The result presented a moment of hope for Russia’s opposition politicians regarding the country’s next presidential elections.
On Monday morning, the first official Kremlin response came via Prime Minister Dmitry Medvedev, who wrote on his Facebook page that there are “chances for improving relations.”
Zelenskiy, however, has not styled himself as a pro-Russian candidate. He has said, albeit less zealously than Poroshenko, that Ukraine’s path forward is as part of the European Union and NATO.
“He has called Putin an enemy and Russia an aggressor,” state television propagandist Vladimir Soloviev lamented on Sunday night. “Why do we have to support him?”
Good riddance
Ultimately, pro-Kremlin messaging was more about sending good riddance to Poroshenko than celebrating Zelenskiy, while using the newcomer’s inexperience, comedic background and a presidential platform short on details as a way to show Russians that Ukraine is worse off than Russia.
That had been a theme of coverage for much of the campaign. Following a nationally televised presidential debate before some 20,000 spectators in Kiev’s Olympic Stadium on Friday, a unique experience for post-Soviet countries, state television commentators described it as a farce. And on Sunday, calling the entire presidential campaign a “circus,” Kiselyov said that the debate was, “in the dumb sense, an act.”
But for Russian opposition politicians who have been starved for electoral competition, Ukraine’s presidential election provided a breath of fresh air.

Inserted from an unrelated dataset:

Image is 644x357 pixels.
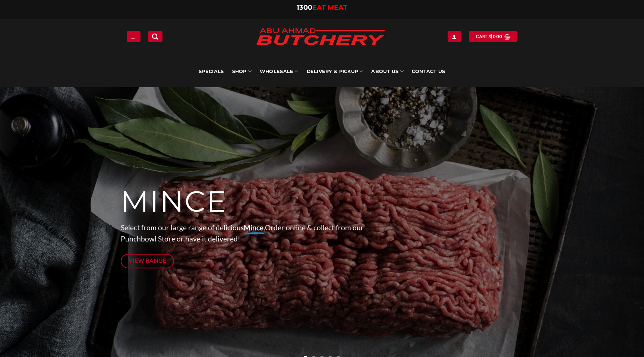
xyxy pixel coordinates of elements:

“I congratulate Ukraine and Ukrainians,” tweeted Alexei Navalny, an opposition leader who was barred from participating in Russia’s presidential elections last year, “with fair elections — a rare thing in the territories of the former Soviet Union.”
Yet while the Kremlin may be relieved to no longer have to deal with Poroshenko, and while it may be eager to try to take advantage of Zelenskiy’s inexperience, some have argued that, in the long run, Putin may come to regret his election.
“Poroshenko’s Ukraine, a hostile country that has turned its back on Russia to look toward NATO, was a useful bogeyman for Russian domestic politics, an example of what route not to follow,” Alexander Baunov, a senior associate at the Carnegie Moscow Center, wrote last week.
“Under a President Zelenskiy, Ukraine would go from being a foreign-policy problem for Russia to becoming a domestic one. An amiable, fresh young president with a sense of humor, who is focused on domestic issues, would become — in the eyes of an indeterminately large proportion of Russians — an alternative to Putin.”